7. Run a Small Test with Stop Conditions
Move only candidates that pass every hard rule and have manageable caution signals into a reversible test. Define the test owner, inventory or sample limit, content hypotheses, measurement window and stop conditions before spend begins.
After the test, replace estimates with actual contribution margin, conversion, returns, creator response and operating effort. Preserve the original assumptions so the team can learn which research signals predicted useful outcomes.
8. Tool Handoff and Final Checklist
Use Kalodata, FastMoss or Shoplus only for the steps their current accounts can support: category, product, shop, creator and content discovery. Hand the shortlist to platform-native records for policy and account evidence, suppliers for cost and reliability, and the team's test log for actual outcomes.
- Market, customer, owner and output are written.
- Every hard rejection rule has an evidence owner.
- Demand is checked across sources and time windows.
- Margin, supply, fulfillment and returns use business-specific inputs.
- Creator concentration, content fit and differentiation are recorded.
- The decision is reject, monitor or small test with a next action.
- Test limits and stop conditions are approved before commitment.
Choose software only after the workflow and required output are defined.
Run the same known-entity task in both products.
Frequently Asked Questions
What should I check first in TikTok Shop product research?+
Define the market and apply hard rejection rules for policy, margin, fulfillment and supplier risk before scoring demand or content signals.
Is estimated GMV enough to choose a product?+
No. Treat third-party GMV as a directional signal. It does not confirm contribution margin, supply reliability, returns, competition or sustainable demand.
What is the difference between a caution signal and a rejection rule?+
A rejection rule stops the candidate regardless of score. A caution signal, such as concentration or seasonality, reduces confidence and changes the test design without automatically ending research.
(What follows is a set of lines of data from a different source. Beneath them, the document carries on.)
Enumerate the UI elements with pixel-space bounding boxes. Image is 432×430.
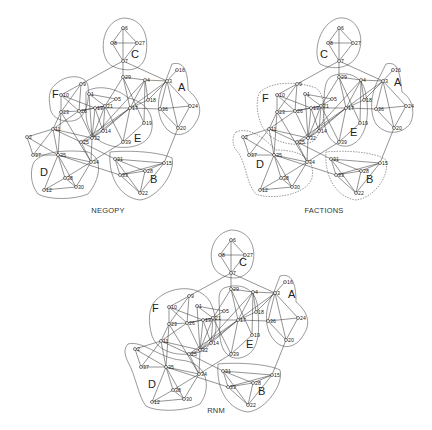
edge [58,112,61,155]
panel-rnm: CAFEDB1234567891011121314151617181920212… [125,230,308,412]
node-label-7: 7 [341,58,344,64]
node-label-25: 25 [299,139,305,145]
node-label-21: 21 [107,103,113,109]
node-label-2: 2 [29,134,32,140]
node-label-19: 19 [254,332,260,338]
node-label-7: 7 [125,58,128,64]
node-label-28: 28 [363,168,369,174]
node-label-5: 5 [226,308,229,314]
group-label-A: A [394,76,402,88]
node-label-25: 25 [191,351,197,357]
edge [269,129,274,155]
node-label-36: 36 [378,106,384,112]
group-label-A: A [288,288,296,300]
node-label-27: 27 [355,40,361,46]
node-label-7: 7 [233,270,236,276]
node-label-11: 11 [271,126,276,132]
edge [305,94,308,138]
edge [383,81,394,128]
edge [274,112,277,155]
node-label-19: 19 [146,120,152,126]
node-label-8: 8 [222,252,225,258]
node-label-39: 39 [341,139,347,145]
node-label-33: 33 [122,172,128,178]
node-label-21: 21 [323,103,329,109]
node-label-38: 38 [175,387,181,393]
network-figure: CAFEDB1234567891011121314151617181920212… [0,0,432,430]
node-label-8: 8 [330,40,333,46]
node-label-29: 29 [233,286,239,292]
node-label-17: 17 [132,105,138,111]
edge [123,77,130,108]
node-label-4: 4 [363,77,366,83]
group-label-E: E [134,132,141,144]
edge [307,138,308,162]
node-label-1: 1 [307,91,310,97]
node-label-39: 39 [125,139,131,145]
group-label-D: D [256,158,264,170]
edge [105,106,123,142]
node-label-33: 33 [230,384,236,390]
node-label-12: 12 [46,187,52,193]
node-label-13: 13 [97,105,103,111]
edge [166,324,169,367]
node-label-15: 15 [382,160,388,166]
node-label-30: 30 [78,184,84,190]
node-label-28: 28 [255,380,261,386]
panel-negopy: CAFEDB1234567891011121314151617181920212… [26,18,200,200]
node-label-37: 37 [35,152,41,158]
node-label-3: 3 [277,290,280,296]
edge [199,350,200,374]
panel-factions: CAFEDB1234567891011121314151617181920212… [233,18,414,200]
node-label-4: 4 [255,289,258,295]
group-label-D: D [40,166,48,178]
node-label-26: 26 [81,108,87,114]
node-label-20: 20 [396,125,402,131]
panel-title-negopy: NEGOPY [91,206,124,215]
node-label-23: 23 [63,109,69,115]
node-label-9: 9 [299,81,302,87]
node-label-16: 16 [179,67,185,73]
edge [81,142,91,162]
node-label-31: 31 [225,368,231,374]
edge [274,155,281,178]
node-label-36: 36 [270,318,276,324]
node-label-35: 35 [60,152,66,158]
edge [160,109,178,128]
node-label-24: 24 [408,103,414,109]
node-label-9: 9 [83,81,86,87]
node-label-18: 18 [150,97,156,103]
node-label-17: 17 [240,317,246,323]
node-label-23: 23 [171,321,177,327]
edge [321,106,339,142]
edge [81,61,123,84]
edge [268,321,286,340]
edge [339,77,346,108]
edge [167,81,178,128]
group-hull-A [372,63,413,132]
node-label-10: 10 [63,92,69,98]
node-label-13: 13 [313,105,319,111]
node-label-28: 28 [147,168,153,174]
node-label-6: 6 [341,25,344,31]
node-label-32: 32 [202,347,208,353]
node-label-9: 9 [191,293,194,299]
node-label-30: 30 [294,184,300,190]
edge [91,138,92,162]
node-label-32: 32 [310,135,316,141]
edge [231,289,238,320]
node-label-11: 11 [55,126,60,132]
group-label-F: F [152,302,159,314]
edge [376,109,394,128]
node-label-23: 23 [279,109,285,115]
node-label-30: 30 [186,396,192,402]
node-label-5: 5 [334,96,337,102]
edge [295,111,308,138]
node-label-19: 19 [362,120,368,126]
panel-title-rnm: RNM [207,406,225,415]
node-label-1: 1 [199,303,202,309]
group-label-D: D [148,378,156,390]
panel-title-factions: FACTIONS [304,206,343,215]
node-label-32: 32 [94,135,100,141]
node-label-17: 17 [348,105,354,111]
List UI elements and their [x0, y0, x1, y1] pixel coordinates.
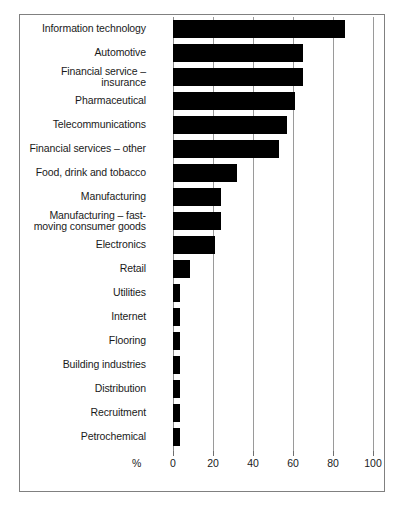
category-label: Pharmaceutical: [20, 89, 153, 113]
x-tick-label: 0: [170, 457, 176, 469]
category-label-text: Internet: [111, 311, 146, 323]
category-label-text: Financial services – other: [30, 143, 146, 155]
bar-row: [154, 425, 385, 449]
bar-row: [154, 377, 385, 401]
bar: [173, 380, 180, 398]
x-tick-mark: [213, 451, 214, 456]
x-axis-unit-label: %: [132, 457, 141, 469]
category-label-text: Pharmaceutical: [75, 95, 146, 107]
bar: [173, 428, 180, 446]
bar: [173, 332, 180, 350]
category-label: Building industries: [20, 353, 153, 377]
category-label-text: Flooring: [109, 335, 146, 347]
category-label-text: Manufacturing: [81, 191, 146, 203]
bar: [173, 188, 221, 206]
bar: [173, 404, 180, 422]
bar-row: [154, 65, 385, 89]
bar-row: [154, 113, 385, 137]
category-label-text: Manufacturing – fast-moving consumer goo…: [34, 210, 146, 232]
category-label: Financial service –insurance: [20, 65, 153, 89]
category-label-text: Information technology: [42, 23, 146, 35]
bar-row: [154, 305, 385, 329]
category-label-text: Recruitment: [90, 407, 146, 419]
category-label: Internet: [20, 305, 153, 329]
x-tick-mark: [373, 451, 374, 456]
bar-row: [154, 209, 385, 233]
bar-row: [154, 233, 385, 257]
category-label-text: Automotive: [94, 47, 146, 59]
x-tick-mark: [333, 451, 334, 456]
bar-row: [154, 281, 385, 305]
plot-area: [154, 17, 385, 451]
bar: [173, 260, 190, 278]
x-tick-mark: [253, 451, 254, 456]
category-label-text: Telecommunications: [53, 119, 146, 131]
category-label: Utilities: [20, 281, 153, 305]
category-label: Information technology: [20, 17, 153, 41]
bar-row: [154, 161, 385, 185]
category-axis-labels: Information technologyAutomotiveFinancia…: [20, 17, 153, 449]
bar-row: [154, 185, 385, 209]
bar-row: [154, 89, 385, 113]
bar: [173, 140, 279, 158]
category-label-text: Petrochemical: [81, 431, 146, 443]
category-label: Automotive: [20, 41, 153, 65]
bar: [173, 236, 215, 254]
category-label: Food, drink and tobacco: [20, 161, 153, 185]
bar: [173, 44, 303, 62]
x-tick-mark: [173, 451, 174, 456]
bar-row: [154, 329, 385, 353]
category-label: Manufacturing – fast-moving consumer goo…: [20, 209, 153, 233]
bar: [173, 212, 221, 230]
x-tick-label: 40: [247, 457, 259, 469]
bar: [173, 356, 180, 374]
category-label-text: Utilities: [113, 287, 146, 299]
bar-row: [154, 257, 385, 281]
chart-body: Information technologyAutomotiveFinancia…: [20, 15, 384, 491]
bar: [173, 68, 303, 86]
category-label-text: Financial service –insurance: [61, 66, 146, 88]
x-tick-label: 100: [364, 457, 382, 469]
bar: [173, 20, 345, 38]
bar: [173, 308, 180, 326]
category-label-text: Food, drink and tobacco: [36, 167, 146, 179]
bar-row: [154, 353, 385, 377]
bar-row: [154, 17, 385, 41]
category-label: Manufacturing: [20, 185, 153, 209]
x-tick-mark: [293, 451, 294, 456]
bar: [173, 164, 237, 182]
x-tick-label: 80: [327, 457, 339, 469]
category-label: Electronics: [20, 233, 153, 257]
bar-row: [154, 137, 385, 161]
x-tick-label: 20: [207, 457, 219, 469]
bar: [173, 284, 180, 302]
bar-row: [154, 41, 385, 65]
category-label: Flooring: [20, 329, 153, 353]
category-label: Financial services – other: [20, 137, 153, 161]
category-label: Distribution: [20, 377, 153, 401]
category-label-text: Retail: [120, 263, 146, 275]
category-label: Retail: [20, 257, 153, 281]
bar-series: [154, 17, 385, 451]
bar: [173, 92, 295, 110]
x-tick-label: 60: [287, 457, 299, 469]
category-label: Telecommunications: [20, 113, 153, 137]
x-axis: 020406080100: [154, 451, 385, 491]
category-label: Petrochemical: [20, 425, 153, 449]
category-label-text: Building industries: [63, 359, 146, 371]
category-label-text: Electronics: [96, 239, 146, 251]
category-label: Recruitment: [20, 401, 153, 425]
chart-figure: Information technologyAutomotiveFinancia…: [19, 14, 385, 492]
category-label-text: Distribution: [95, 383, 146, 395]
bar-row: [154, 401, 385, 425]
bar: [173, 116, 287, 134]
When is a product ready for a TikTok Shop test?+
Only after it passes every hard rule, has a workable business-specific margin model, manageable caution signals, reliable supply and a reversible test with written stop conditions.
Continue your research
Third-party ecommerce tools may show modeled or estimated data rather than official sales records. Use those signals to form a shortlist, then validate the decision with current platform, supplier, margin and controlled-test evidence.